28.11.2020

Caroli, Regina, Rex in Rüsselsheim am Main / Germany

 

Rüsselsheim is famous for the Opel car production. And good workers need good entertainment in their spare time. The 1962 sent postcard shows the building Friedensplatz 6 in Rüsselsheim. Honestly, it doesn't show a cinema - only neon signs for three cinemas.

Caroli was opened on Christmas Day 1955 with 407 seats, Rex was opened in 1956 with 482 seats (not far away from Friedensplatz) and closed in 2011, Regina has opened from 1957 till 1985. From 1958 all three cinemas belonged to Kurt Palm.

Kurt Palm, born in 1924 in Mainz-Gustavsburg, made his first 8mm films at a young age and initially trained as an electrician. During the Second World War he was employed as a cameraman and reporter. In 1947, he opened his first movie theater Burg-Lichtspiele (today Burglichtspiele Gustavsheim) in a 1899 built chapel.

Palm soon expanded its business activities. He owned more than twenty movie theaters and began to produce films himself. His best-known projects include the documentary Der 2. Weltkrieg / The Second World War (1982) and various erotic films. His REPA Filmproduktion GmbH was one of the most successful German film producers in the early 1970s.

Palm's busy life finished in 2013.

I publish this no-cinema-showing postcard because cinemas are not only any buildings for showing films. Making good entertainment is a hard job from Monday till Sunday, all year long, done by enthusiastic men and women and not by machines. When these people die, a piece of culture and history and their stories are also dying.


22.11.2020

Kino International in Berlin/Germany - "Die Frau, die man nie vergessen kann" 1964

 

Kino International Berlin postcard 1964


Another postcard in my collection of Kino International in Berlin. It is a view of Karl-Marx-Allee (until 1961 Stalinallee) with the cinema on the left, looking east to Strausberger Platz. The two 14-story high-rise buildings were built in the 1950s as Haus des Kindes (House of the Child) and Haus Berlin. In addition to the apartments for hundreds of workers, there was a dancing bar in Haus Berlin and in Haus des Kindes there were a puppet theater, a kindergarten, a children's department store and a children's cafe.


It wasn't easy to read the advertised movie on the poster. I could identify it with the help of the book Mehr Kunst als Werbung. Das DDR-Filmplakat by Detlef Helmbold (even if the poster does not match the illustration in the book). It is the Polish movie Die Frau, die man nie vergessen kann / Naprawdę wczoraj (Poland 1963, directed by Jan Rybkowski). This movie was released in East Germany on July 10, 1964.

The postcard was published in 1965 by Gebr. Garloff KG Magdeburg.

In October 2020 I visited Berlin and Kino International. There was a little interesting exhibition inside Pavillions für die Karl-Marx-Allee. And I heard, that Berlin's Karl-Marx-Allee should be on the Unesco World Heritage List.

I didn't see a movie there. I preferred to walk along Karl-Marx-Allee to Warschauer Strasse. I was amazed that there was so little going on on the avenue on a Saturday afternoon.



14.11.2020

Lichtspielhaus in Nerchau/Germany

 


Nerchau today has about 3800 inhabitants and belongs to the city of Grimma, it is located on the river Mulde.
The cinema Lichtspielhaus ("Light Play House" = Movie Theater) in Nerchau opened on 25th December 1912. Hermann Märker was the owner. I think he is the man on the picture below left, to the left of the door. Maybe, the woman to the right is his wife.
Hermann Märker was a plumber by trade, with his own business.
Look at his advertisment in the address book of Grimma 1912:

"Nerchauer Lichtspiel-Theater. Great constant theater, singing and speaking photographs in the highest perfection. The very latest events of the day in the picture. Pleasant, interesting stay.
Program changes every Wednesday and Saturday.
Excellent entertainment music from first-class instruments during the presentation of the slides.
Half price for students and children."

I don't know if the house was newly built with a cinema in 1912, it could be. A year later, Hermann Märker opened another cinema in Brandis, a city 25 km away.

The 1912 opened cinema with 200 seats was the only one in Nerchau and closed in 1991.

In its last years it was used as a Café-Kino with 60 seats, where you could have a meal during watching a movie. If you look at the postcard, there was already a Café in this house in 1912, maybe run by Hermann Märker's wife Lina.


- **EXERCISE DESCRIPTION**:
Write out the records in full, exactly as given, but without the images.

- **DATA TO EXAMINE**:
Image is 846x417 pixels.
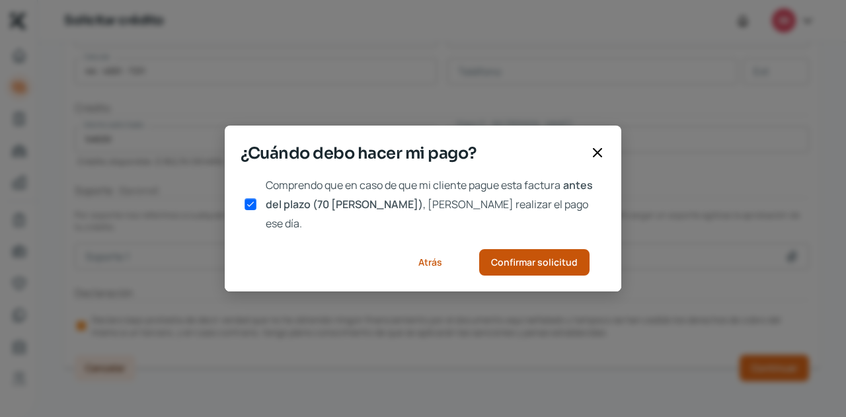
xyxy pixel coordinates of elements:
span: Atrás [418,258,442,267]
span: Comprendo que en caso de que mi cliente pague esta factura [266,178,561,192]
span: Confirmar solicitud [491,258,578,267]
span: , [PERSON_NAME] realizar el pago ese día. [266,197,588,231]
button: Confirmar solicitud [479,249,590,276]
span: ¿Cuándo debo hacer mi pago? [241,141,584,165]
button: Atrás [402,249,458,276]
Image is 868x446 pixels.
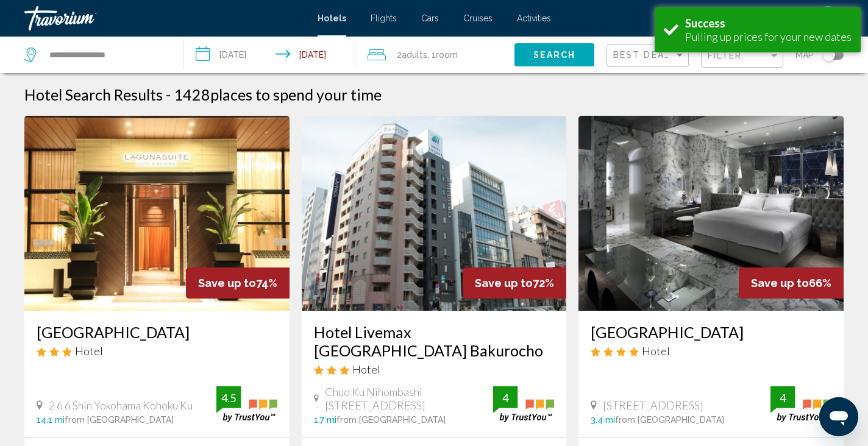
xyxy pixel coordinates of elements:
div: 4.5 [217,390,241,405]
span: [STREET_ADDRESS] [603,398,704,412]
button: Travelers: 2 adults, 0 children [355,37,515,73]
a: [GEOGRAPHIC_DATA] [591,323,831,341]
a: [GEOGRAPHIC_DATA] [37,323,277,341]
img: trustyou-badge.svg [217,386,277,422]
span: Hotel [642,344,670,358]
div: 66% [739,268,844,299]
div: 4 [771,390,795,405]
a: Travorium [25,6,305,30]
span: places to spend your time [210,85,382,104]
a: Hotels [317,14,346,23]
div: 74% [186,268,289,299]
a: Flights [371,14,397,23]
a: Cruises [463,14,493,23]
span: Best Deals [613,50,678,60]
button: Toggle map [814,49,844,61]
mat-select: Sort by [613,50,685,61]
span: from [GEOGRAPHIC_DATA] [336,415,446,424]
span: 14.1 mi [37,415,65,424]
span: Filter [708,50,743,61]
span: Save up to [751,276,809,289]
span: Hotel [352,362,380,376]
span: 1.7 mi [314,415,336,424]
span: - [166,85,171,104]
div: 4 [493,390,517,405]
span: 2 [397,46,427,64]
span: Adults [402,50,427,60]
button: Filter [701,44,784,68]
div: 3 star Hotel [314,362,555,376]
div: Pulling up prices for your new dates [685,29,852,43]
div: 3 star Hotel [37,344,277,358]
span: , 1 [427,46,458,64]
a: Hotel Livemax [GEOGRAPHIC_DATA] Bakurocho [314,323,555,359]
span: Hotel [75,344,103,358]
button: Search [515,43,595,66]
iframe: Button to launch messaging window [819,397,858,436]
span: 2 6 6 Shin Yokohama Kohoku Ku [49,398,193,412]
img: trustyou-badge.svg [493,386,554,422]
a: Cars [422,14,439,23]
div: 4 star Hotel [591,344,831,358]
h1: Hotel Search Results [25,85,163,104]
div: 72% [463,268,567,299]
span: Save up to [475,276,532,289]
span: 3.4 mi [591,415,615,424]
button: Check-in date: Nov 13, 2025 Check-out date: Nov 15, 2025 [183,37,355,73]
span: from [GEOGRAPHIC_DATA] [615,415,725,424]
span: Search [533,50,576,61]
h2: 1428 [174,85,382,104]
button: User Menu [812,6,844,31]
span: Room [436,50,458,60]
img: trustyou-badge.svg [771,386,831,422]
span: Chuo Ku Nihombashi [STREET_ADDRESS] [325,385,493,412]
div: Success [685,17,852,29]
img: Hotel image [579,115,844,311]
img: Hotel image [302,115,567,311]
span: Save up to [198,276,256,289]
img: Hotel image [25,115,289,311]
span: from [GEOGRAPHIC_DATA] [65,415,174,424]
a: Activities [517,14,551,23]
span: Map [795,46,814,64]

- **ANSWER AREA**:
Image is 846x417 pixels.
xyxy pixel coordinates of elements:
span: Atrás [418,258,442,267]
span: Comprendo que en caso de que mi cliente pague esta factura [266,178,561,192]
span: Confirmar solicitud [491,258,578,267]
span: , [PERSON_NAME] realizar el pago ese día. [266,197,588,231]
button: Confirmar solicitud [479,249,590,276]
span: ¿Cuándo debo hacer mi pago? [241,141,584,165]
button: Atrás [402,249,458,276]
Image is 868x446 pixels.
xyxy pixel coordinates of elements:
div: 4.5 [217,390,241,405]
span: [STREET_ADDRESS] [603,398,704,412]
button: Travelers: 2 adults, 0 children [355,37,515,73]
a: [GEOGRAPHIC_DATA] [591,323,831,341]
a: [GEOGRAPHIC_DATA] [37,323,277,341]
img: trustyou-badge.svg [217,386,277,422]
span: Hotel [642,344,670,358]
div: 66% [739,268,844,299]
div: 4 [771,390,795,405]
a: Travorium [25,6,305,30]
span: places to spend your time [210,85,382,104]
a: Hotels [317,14,346,23]
div: 74% [186,268,289,299]
a: Flights [371,14,397,23]
a: Cruises [463,14,493,23]
span: Best Deals [613,50,678,60]
button: Toggle map [814,49,844,61]
mat-select: Sort by [613,50,685,61]
span: from [GEOGRAPHIC_DATA] [336,415,446,424]
span: 14.1 mi [37,415,65,424]
span: Filter [708,50,743,61]
span: Save up to [751,276,809,289]
span: Hotel [352,362,380,376]
span: 1.7 mi [314,415,336,424]
span: - [166,85,171,104]
div: 4 [493,390,517,405]
span: 2 [397,46,427,64]
span: Adults [402,50,427,60]
button: Filter [701,44,784,68]
div: 3 star Hotel [314,362,555,376]
div: Pulling up prices for your new dates [685,29,852,43]
div: 3 star Hotel [37,344,277,358]
span: , 1 [427,46,458,64]
a: Hotel Livemax [GEOGRAPHIC_DATA] Bakurocho [314,323,555,359]
span: Hotel [75,344,103,358]
button: Search [515,43,595,66]
iframe: Button to launch messaging window [819,397,858,436]
span: 2 6 6 Shin Yokohama Kohoku Ku [49,398,193,412]
img: trustyou-badge.svg [493,386,554,422]
a: Cars [422,14,439,23]
div: 4 star Hotel [591,344,831,358]
h1: Hotel Search Results [25,85,163,104]
div: 72% [463,268,567,299]
span: Save up to [475,276,532,289]
span: 3.4 mi [591,415,615,424]
button: Check-in date: Nov 13, 2025 Check-out date: Nov 15, 2025 [183,37,355,73]
span: from [GEOGRAPHIC_DATA] [615,415,725,424]
span: Search [533,50,576,61]
h2: 1428 [174,85,382,104]
button: User Menu [812,6,844,31]
span: Room [436,50,458,60]
img: trustyou-badge.svg [771,386,831,422]
span: Chuo Ku Nihombashi [STREET_ADDRESS] [325,385,493,412]
div: Success [685,17,852,29]
img: Hotel image [579,115,844,311]
img: Hotel image [302,115,567,311]
span: Save up to [198,276,256,289]
img: Hotel image [25,115,289,311]
span: from [GEOGRAPHIC_DATA] [65,415,174,424]
a: Activities [517,14,551,23]
span: Map [795,46,814,64]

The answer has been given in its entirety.